Meet the newest members of the Cal Walks team: Chris Johnson
Over the next few weeks, each of our three new team members will introduce themselves to you here. This week, meet Chris Johnson, our Walk San Jose Program Manager, based in San Jose.
In late 2017, California Walks received a grant from the Knight Foundation that enabled it to establish Walk San Jose, a new program that will focus on formalizing its city-level pedestrian safety advocacy in San Jose, including offering local workshops and trainings; bringing the 2018 PedsCount! Summit to the city (a save-the-date is coming soon!); and engaging elected leaders, city staff, local influencers, and community members in mapping the road to a vision of zero traffic deaths in San Jose.
When I learned about the opportunity to work with the California Walks’ team, I leapt at it. Cal Walks has a reputation as effective, strategic advocates, working on both policy and direct service, from the neighborhood level to the state capitol. Though I’d never set foot in San Jose, I believed in the team, and after a few years running a scrappy, under-resourced, and ambitious local nonprofit, building a new program under the auspices of a well organized, sustainable statewide organization sounded like a great fit. And the weather didn’t hurt either.
Before arriving in San Jose in January, I’d lived in Las Vegas (where I grew up steeped in car culture), in Chicago (where I fell in love with cities, walking, and transit), and most recently in Fort Collins, Colorado (where I found my voice as a transportation advocacy leader). It was in Fort Collins where I had the honor of serving as the first executive director of Bike Fort Collins (BFC), Northern Colorado’s bike and active transportation advocacy nonprofit. I was fortunate to lead BFC thought a period of growth and productivity where we asked challenging questions of ourselves, our partners, and our local policymakers and advanced important conversations about active transportation.
One funny thing about working in ped/bike advocacy: When people learn what you do for a living—that your career is dedicated to advocating for active transportation—a few pretty common reactions come up from folks:
They want know if you have a car (I don’t);
They want to know if you have a license (I do);
And, more often than not, they start listing excuses for driving too much and confess they know they should walk and bike more.
I understand where it comes from. Many of us think of walking the way we think of other healthy choices like eating more greens or flossing; they’re obligatory and inconvenient, but we know we “should” do them. I work to help people and communities to reconsider that way of thinking about active transportation.
As easy is it is to talk about healthy choices, decades of policy and cultural momentum have devastated our access to them. So we’re left with eight parking spots for every car, walking as an “alternative” mode of transportation, traffic violence as the leading preventable cause of death of children, and putting people first as a radical transportation agenda. Worst of all, we have built a country where age, race, gender, ability, and income inform what choices are available to us and how safe and healthy our options truly are.
When our policies and budget priorities limit choices, or put a thumb on the scale for one mode of travel over the others, it’s hard to champion behavioral changes that aren’t realistic. So in my advocacy, instead of shaming people into walking and riding bikes on unsafe streets, or taking buses that don’t run often or late enough, my advocacy is about asking. And here’s the ask:
Whether you want to protect the earth from the ravages of climate change, or build vibrant and profitable commercial districts, or you’re committed to protect working families against exploitation and displacement, let’s work together to create a transportation system in San Jose that promotes health, safety and sustainability. Let’s work together to create a transportation system in San Jose that prioritizes correcting historic inequity and that serves the needs of everyone whose health, safety, and access to opportunity are most tenuous—especially people who have fewer choices. Let’s create coalitions and processes where those voices are represented and amplified, not crowded out, or spoken of as passive participants. Let’s celebrate the lived experience of neighborhoods as expertise and not merely as anecdotes.
I hope you’ll join me and California Walks and Walk San Jose and so many others in demanding that our city and our county build neighborhoods where all kids can safely play, where all seniors can age in place, and where every family has access to healthy choices.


• _Problem requirements_: Beginning with the line that holds "The width and" and ending with the last line of the entries, please output each line exactly, apart from any pictures.

── Listed records

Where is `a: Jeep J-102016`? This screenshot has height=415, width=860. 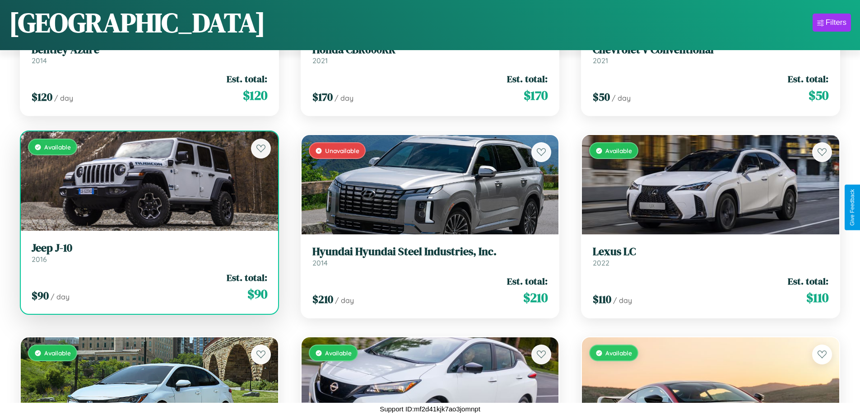
a: Jeep J-102016 is located at coordinates (149, 252).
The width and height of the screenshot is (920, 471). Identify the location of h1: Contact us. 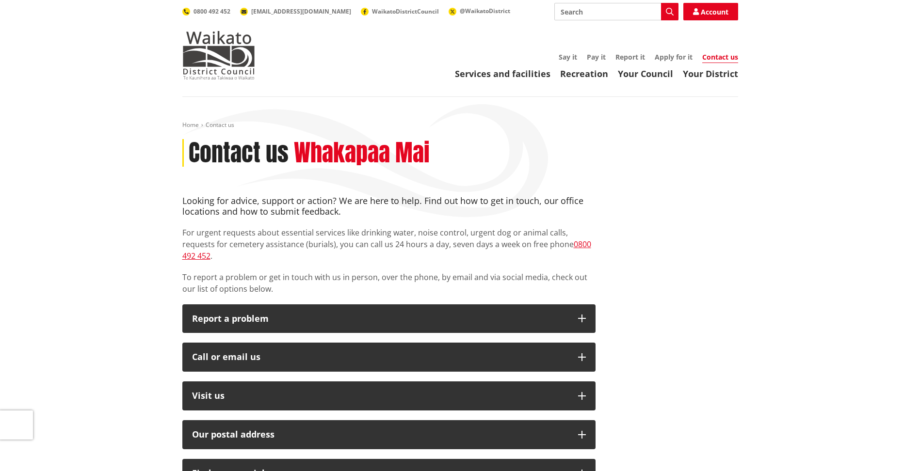
(239, 153).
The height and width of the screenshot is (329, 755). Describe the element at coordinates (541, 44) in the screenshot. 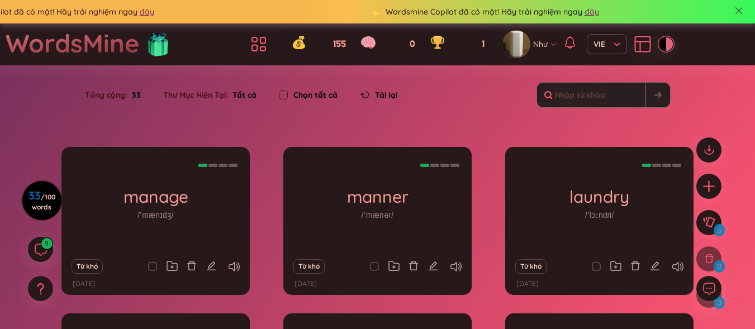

────

• _Answer to this task_:
The width and height of the screenshot is (920, 471). Identify the location of h1: Contact us. 
(239, 153).
The height and width of the screenshot is (329, 755). Describe the element at coordinates (541, 44) in the screenshot. 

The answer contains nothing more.